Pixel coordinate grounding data
---------------
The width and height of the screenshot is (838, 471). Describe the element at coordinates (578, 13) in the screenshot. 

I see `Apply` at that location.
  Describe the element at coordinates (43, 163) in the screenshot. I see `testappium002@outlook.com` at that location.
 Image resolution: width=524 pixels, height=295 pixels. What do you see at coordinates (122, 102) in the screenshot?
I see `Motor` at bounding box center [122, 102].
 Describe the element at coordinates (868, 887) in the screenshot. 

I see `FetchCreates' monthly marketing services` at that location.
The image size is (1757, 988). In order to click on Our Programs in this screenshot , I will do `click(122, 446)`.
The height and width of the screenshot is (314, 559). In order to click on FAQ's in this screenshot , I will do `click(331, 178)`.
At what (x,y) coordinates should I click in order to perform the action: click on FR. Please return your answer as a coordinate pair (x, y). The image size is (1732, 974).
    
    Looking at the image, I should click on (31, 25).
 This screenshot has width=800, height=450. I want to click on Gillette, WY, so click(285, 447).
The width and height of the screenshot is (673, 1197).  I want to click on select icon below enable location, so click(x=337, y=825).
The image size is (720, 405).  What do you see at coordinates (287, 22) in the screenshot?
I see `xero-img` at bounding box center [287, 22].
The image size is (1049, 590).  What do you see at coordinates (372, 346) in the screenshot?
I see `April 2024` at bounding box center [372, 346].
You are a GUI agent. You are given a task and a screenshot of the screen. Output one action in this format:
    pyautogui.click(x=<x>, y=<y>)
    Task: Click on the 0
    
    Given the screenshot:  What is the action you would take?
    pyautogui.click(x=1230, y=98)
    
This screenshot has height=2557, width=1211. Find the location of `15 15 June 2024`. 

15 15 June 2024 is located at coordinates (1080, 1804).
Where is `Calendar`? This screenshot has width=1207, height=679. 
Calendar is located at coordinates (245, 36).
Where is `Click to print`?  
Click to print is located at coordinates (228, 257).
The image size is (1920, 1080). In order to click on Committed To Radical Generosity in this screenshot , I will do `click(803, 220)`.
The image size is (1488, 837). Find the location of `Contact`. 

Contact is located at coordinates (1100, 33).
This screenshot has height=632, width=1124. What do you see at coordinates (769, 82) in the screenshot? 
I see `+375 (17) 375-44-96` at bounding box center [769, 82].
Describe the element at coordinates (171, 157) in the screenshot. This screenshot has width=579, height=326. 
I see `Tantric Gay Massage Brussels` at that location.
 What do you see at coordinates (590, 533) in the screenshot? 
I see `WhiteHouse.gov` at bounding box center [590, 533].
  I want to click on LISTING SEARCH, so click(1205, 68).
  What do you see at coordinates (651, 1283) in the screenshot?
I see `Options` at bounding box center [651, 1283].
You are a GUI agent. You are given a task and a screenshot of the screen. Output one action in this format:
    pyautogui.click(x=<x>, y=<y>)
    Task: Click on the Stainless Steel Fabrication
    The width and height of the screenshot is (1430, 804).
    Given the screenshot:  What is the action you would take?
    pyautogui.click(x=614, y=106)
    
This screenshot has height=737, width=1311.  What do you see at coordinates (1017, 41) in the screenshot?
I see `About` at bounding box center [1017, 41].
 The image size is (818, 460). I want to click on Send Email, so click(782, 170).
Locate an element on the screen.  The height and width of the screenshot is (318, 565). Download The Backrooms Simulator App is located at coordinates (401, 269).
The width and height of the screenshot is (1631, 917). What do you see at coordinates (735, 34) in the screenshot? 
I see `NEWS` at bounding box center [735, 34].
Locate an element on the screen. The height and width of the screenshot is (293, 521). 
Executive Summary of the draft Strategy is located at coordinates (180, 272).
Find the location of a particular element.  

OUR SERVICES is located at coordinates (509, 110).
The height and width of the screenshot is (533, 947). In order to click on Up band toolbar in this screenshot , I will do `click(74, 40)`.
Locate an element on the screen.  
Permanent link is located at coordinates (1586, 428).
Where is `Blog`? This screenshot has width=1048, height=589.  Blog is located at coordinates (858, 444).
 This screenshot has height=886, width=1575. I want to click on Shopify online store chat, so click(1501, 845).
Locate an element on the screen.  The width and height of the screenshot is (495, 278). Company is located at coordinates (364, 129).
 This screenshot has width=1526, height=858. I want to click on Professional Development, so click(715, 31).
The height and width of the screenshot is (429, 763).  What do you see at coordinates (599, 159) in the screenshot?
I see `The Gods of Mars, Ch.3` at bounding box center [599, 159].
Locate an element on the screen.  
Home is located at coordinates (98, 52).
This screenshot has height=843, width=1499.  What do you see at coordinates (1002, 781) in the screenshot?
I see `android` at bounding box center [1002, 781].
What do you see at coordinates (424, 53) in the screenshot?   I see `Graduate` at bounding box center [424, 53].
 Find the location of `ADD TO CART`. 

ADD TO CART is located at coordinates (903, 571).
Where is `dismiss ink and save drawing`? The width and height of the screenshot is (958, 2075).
---------------
EXERCISE DIRECTIONS: Could you retype every record above exactly as given?

WRITTEN REPLY:
The width and height of the screenshot is (838, 471). Describe the element at coordinates (578, 13) in the screenshot. 

I see `Apply` at that location.
  Describe the element at coordinates (43, 163) in the screenshot. I see `testappium002@outlook.com` at that location.
 Image resolution: width=524 pixels, height=295 pixels. What do you see at coordinates (122, 102) in the screenshot?
I see `Motor` at bounding box center [122, 102].
 Describe the element at coordinates (868, 887) in the screenshot. 

I see `FetchCreates' monthly marketing services` at that location.
The image size is (1757, 988). In order to click on Our Programs in this screenshot , I will do `click(122, 446)`.
The height and width of the screenshot is (314, 559). In order to click on FAQ's in this screenshot , I will do `click(331, 178)`.
At what (x,y) coordinates should I click in order to perform the action: click on FR. Please return your answer as a coordinate pair (x, y). The image size is (1732, 974).
    
    Looking at the image, I should click on (31, 25).
 This screenshot has width=800, height=450. I want to click on Gillette, WY, so click(285, 447).
The width and height of the screenshot is (673, 1197).  I want to click on select icon below enable location, so click(x=337, y=825).
The image size is (720, 405).  What do you see at coordinates (287, 22) in the screenshot?
I see `xero-img` at bounding box center [287, 22].
The image size is (1049, 590).  What do you see at coordinates (372, 346) in the screenshot?
I see `April 2024` at bounding box center [372, 346].
You are a GUI agent. You are given a task and a screenshot of the screen. Output one action in this format:
    pyautogui.click(x=<x>, y=<y>)
    Task: Click on the 0
    
    Given the screenshot:  What is the action you would take?
    pyautogui.click(x=1230, y=98)
    
This screenshot has height=2557, width=1211. Find the location of `15 15 June 2024`. 

15 15 June 2024 is located at coordinates (1080, 1804).
Where is `Calendar`? This screenshot has width=1207, height=679. 
Calendar is located at coordinates (245, 36).
Where is `Click to print`?  
Click to print is located at coordinates (228, 257).
The image size is (1920, 1080). In order to click on Committed To Radical Generosity in this screenshot , I will do `click(803, 220)`.
The image size is (1488, 837). Find the location of `Contact`. 

Contact is located at coordinates (1100, 33).
This screenshot has height=632, width=1124. What do you see at coordinates (769, 82) in the screenshot? 
I see `+375 (17) 375-44-96` at bounding box center [769, 82].
Describe the element at coordinates (171, 157) in the screenshot. This screenshot has width=579, height=326. 
I see `Tantric Gay Massage Brussels` at that location.
 What do you see at coordinates (590, 533) in the screenshot? 
I see `WhiteHouse.gov` at bounding box center [590, 533].
  I want to click on LISTING SEARCH, so click(1205, 68).
  What do you see at coordinates (651, 1283) in the screenshot?
I see `Options` at bounding box center [651, 1283].
You are a GUI agent. You are given a task and a screenshot of the screen. Output one action in this format:
    pyautogui.click(x=<x>, y=<y>)
    Task: Click on the Stainless Steel Fabrication
    The width and height of the screenshot is (1430, 804).
    Given the screenshot:  What is the action you would take?
    pyautogui.click(x=614, y=106)
    
This screenshot has height=737, width=1311.  What do you see at coordinates (1017, 41) in the screenshot?
I see `About` at bounding box center [1017, 41].
 The image size is (818, 460). I want to click on Send Email, so click(782, 170).
Locate an element on the screen.  The height and width of the screenshot is (318, 565). Download The Backrooms Simulator App is located at coordinates (401, 269).
The width and height of the screenshot is (1631, 917). What do you see at coordinates (735, 34) in the screenshot? 
I see `NEWS` at bounding box center [735, 34].
Locate an element on the screen. The height and width of the screenshot is (293, 521). 
Executive Summary of the draft Strategy is located at coordinates (180, 272).
Find the location of a particular element.  

OUR SERVICES is located at coordinates (509, 110).
The height and width of the screenshot is (533, 947). In order to click on Up band toolbar in this screenshot , I will do `click(74, 40)`.
Locate an element on the screen.  
Permanent link is located at coordinates (1586, 428).
Where is `Blog`? This screenshot has width=1048, height=589.  Blog is located at coordinates (858, 444).
 This screenshot has height=886, width=1575. I want to click on Shopify online store chat, so click(1501, 845).
Locate an element on the screen.  The width and height of the screenshot is (495, 278). Company is located at coordinates (364, 129).
 This screenshot has width=1526, height=858. I want to click on Professional Development, so click(715, 31).
The height and width of the screenshot is (429, 763).  What do you see at coordinates (599, 159) in the screenshot?
I see `The Gods of Mars, Ch.3` at bounding box center [599, 159].
Locate an element on the screen.  
Home is located at coordinates (98, 52).
This screenshot has height=843, width=1499.  What do you see at coordinates (1002, 781) in the screenshot?
I see `android` at bounding box center [1002, 781].
What do you see at coordinates (424, 53) in the screenshot?   I see `Graduate` at bounding box center [424, 53].
 Find the location of `ADD TO CART`. 

ADD TO CART is located at coordinates (903, 571).
Where is `dismiss ink and save drawing`? The width and height of the screenshot is (958, 2075).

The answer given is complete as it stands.